Events & exhibitions
exhibition

Women on the Clock: Hard Work and Low Wages

  • Friday, October 21, 2011 through
    Monday, March 12, 2012
  • Schlesinger Library
    3 James Street
    Cambridge, MA 02138
Women on the Clock: Hard Work and Low Wages. Image by Jessica Tanny.

Women on the Clock: Hard Work and Low Wages showcases the everyday experiences of women who work for an hourly wage. Organized into five sections—service industries, factory and mill work, clerical and office work, non-traditional trade jobs, and organizations that fought against discrimination in the workplace—this exhibition uses diary excerpts, letters, surveys, photographs, and audio-visual recordings to illustrate women workers’ trials and triumphs.

Beginning with women in the service industries, including maids, waitresses, seamstresses, and prostitutes, the exhibit traces women’s move into non-service-oriented work. It shows how gender stereotypes both helped and hindered women venturing into factory work, office jobs, and various trades. Images and diary excerpts of young women who toiled in silk mills and candy and toy factories, underscore that they were hired, in part, because they were thought to have nimble fingers. Surveys, photographs, and documents trace the history of women’s office employment, beginning with trimming paper money in the Treasury Department during the Civil War when male clerks were in the army. Praised for their manual dexterity and supportive nature, women began to replace men in clerical work. As secretarial work expanded, it became increasingly categorized as “women’s work,” commanding lower respect, lower pay, and lesser chance for advancement than male clerks had had in previous generations. 

Women typically earned less than men for performing the same jobs in factories and offices. Although employers soon realized that women worked as efficiently as men (or more so), notions of women’s lack of training and experience, as well as lower levels of unionization among women, contributed to lower pay. Employers denied women a living wage because they assumed men worked in order to support their families while women did not. Despite the inaccuracy of such assumptions, women often accepted less money for the same work because they needed the money. 

As increasing numbers of women more assertively sought higher wages, some pursued jobs in blue-collar trades that men monopolized. A number of agencies and organizations (including the YWCA) developed programs to train women in trades such as construction, carpentry, and plumbing. These physically challenging jobs usually paid better than secretarial or service-oriented jobs, but in them women often encountered resentment, intimidation, and sometimes blatant hostility from men. The exhibition illustrates how various organizations, such as 9to5: National Association of Working Women, fought to end sex discrimination and sexual harassment. 

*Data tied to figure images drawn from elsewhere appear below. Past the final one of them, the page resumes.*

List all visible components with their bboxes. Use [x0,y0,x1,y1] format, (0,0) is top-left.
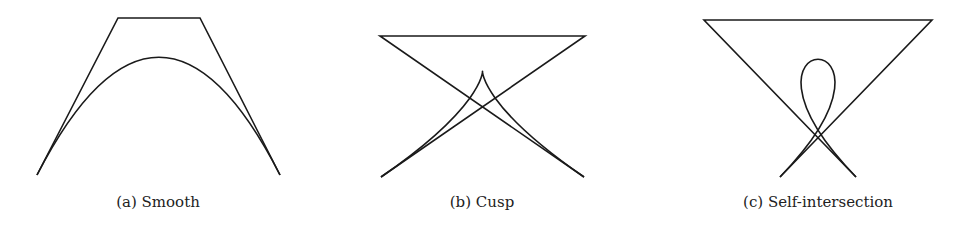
control-polygon-smooth [37,18,280,175]
panel-smooth [37,18,280,175]
panel-self-intersection [704,20,932,177]
bezier-curve-smooth [37,57,280,175]
caption-smooth: (a) Smooth [116,193,200,211]
caption-cusp: (b) Cusp [450,193,515,211]
caption-self-intersection: (c) Self-intersection [743,193,893,211]
bezier-curve-self-intersection [780,59,856,177]
bezier-curve-cusp [381,71,584,177]
control-polygon-self-intersection [704,20,932,177]
panel-cusp [380,36,585,177]
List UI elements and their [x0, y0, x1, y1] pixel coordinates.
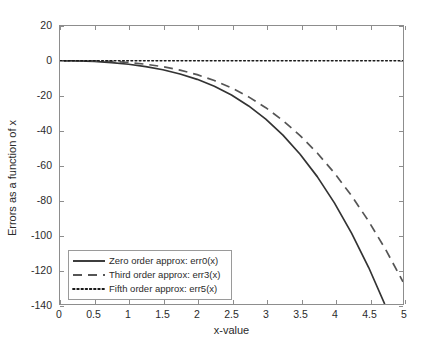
x-axis-tick-mark — [95, 26, 96, 30]
x-axis-tick-mark — [302, 300, 303, 304]
x-axis-tick-mark — [233, 300, 234, 304]
x-axis-title-text: x-value — [214, 324, 249, 336]
y-axis-tick-mark — [60, 131, 64, 132]
y-tick-label: 0 — [46, 54, 52, 66]
y-axis-tick-mark — [399, 96, 403, 97]
x-tick-label: 2 — [194, 308, 200, 320]
y-axis-tick-mark — [60, 96, 64, 97]
y-axis-tick-mark — [399, 26, 403, 27]
y-axis-tick-mark — [399, 201, 403, 202]
x-axis-tick-mark — [336, 26, 337, 30]
y-axis-tick-mark — [60, 236, 64, 237]
legend-item[interactable]: Third order approx: err3(x) — [72, 268, 227, 282]
x-tick-label: 5 — [401, 308, 407, 320]
series-line-1 — [60, 61, 403, 282]
x-axis-tick-mark — [336, 300, 337, 304]
x-axis-tick-mark — [198, 300, 199, 304]
x-axis-title: x-value — [59, 324, 404, 336]
y-axis-tick-mark — [60, 306, 64, 307]
x-tick-label: 4 — [332, 308, 338, 320]
x-tick-label: 0 — [56, 308, 62, 320]
x-axis-tick-mark — [302, 26, 303, 30]
x-tick-label: 0.5 — [86, 308, 101, 320]
y-axis-tick-mark — [399, 236, 403, 237]
legend-item-label: Third order approx: err3(x) — [109, 269, 220, 281]
x-tick-label: 3.5 — [293, 308, 308, 320]
x-axis-tick-mark — [164, 300, 165, 304]
legend-line-swatch — [72, 269, 106, 281]
y-axis-tick-mark — [399, 131, 403, 132]
y-tick-label: -100 — [31, 229, 52, 241]
y-axis-tick-mark — [60, 271, 64, 272]
x-axis-tick-mark — [129, 300, 130, 304]
x-axis-tick-mark — [405, 26, 406, 30]
legend-item[interactable]: Zero order approx: err0(x) — [72, 254, 227, 268]
y-axis-title: Errors as a function of x — [4, 0, 20, 355]
x-axis-tick-mark — [129, 26, 130, 30]
y-axis-tick-mark — [399, 61, 403, 62]
y-tick-label: -60 — [37, 159, 52, 171]
y-tick-label: -40 — [37, 124, 52, 136]
x-tick-label: 1.5 — [155, 308, 170, 320]
chart-legend[interactable]: Zero order approx: err0(x)Third order ap… — [68, 250, 232, 300]
y-tick-label: 20 — [40, 19, 52, 31]
x-axis-tick-mark — [267, 26, 268, 30]
y-axis-title-text: Errors as a function of x — [6, 119, 18, 235]
legend-line-swatch — [72, 255, 106, 267]
x-axis-tick-mark — [95, 300, 96, 304]
legend-item-label: Zero order approx: err0(x) — [109, 255, 218, 267]
y-tick-label: -20 — [37, 89, 52, 101]
x-tick-label: 2.5 — [224, 308, 239, 320]
x-axis-tick-mark — [405, 300, 406, 304]
x-axis-tick-mark — [371, 26, 372, 30]
y-axis-tick-mark — [399, 306, 403, 307]
x-axis-tick-mark — [371, 300, 372, 304]
y-tick-label: -140 — [31, 299, 52, 311]
legend-item-label: Fifth order approx: err5(x) — [109, 283, 217, 295]
legend-line-swatch — [72, 283, 106, 295]
y-axis-tick-mark — [60, 166, 64, 167]
x-tick-label: 1 — [125, 308, 131, 320]
y-axis-tick-mark — [399, 166, 403, 167]
y-axis-tick-mark — [60, 61, 64, 62]
x-axis-tick-mark — [164, 26, 165, 30]
figure-canvas: Errors as a function of x 200-20-40-60-8… — [0, 0, 426, 355]
x-axis-tick-mark — [233, 26, 234, 30]
y-axis-tick-mark — [60, 26, 64, 27]
y-axis-tick-mark — [399, 271, 403, 272]
y-tick-label: -80 — [37, 194, 52, 206]
x-axis-tick-mark — [60, 300, 61, 304]
y-axis-tick-mark — [60, 201, 64, 202]
y-tick-label: -120 — [31, 264, 52, 276]
x-axis-tick-mark — [198, 26, 199, 30]
x-tick-label: 4.5 — [362, 308, 377, 320]
legend-item[interactable]: Fifth order approx: err5(x) — [72, 282, 227, 296]
x-axis-tick-mark — [267, 300, 268, 304]
x-tick-label: 3 — [263, 308, 269, 320]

To ensure basic rights, more equitable pay, and well-being in the workplace, some women became active in the labor movement. Many joined existing unions and others helped form new groups, like the Harvard Union of Clerical and Technical Workers, which recognized women’s double burden: despite working full-time, many women continued to act as primary caregivers in their families. The exhibition uses documents from these groups to illustrate how unions helped secure rights that benefitted women and their families directly, such as paid maternity leave.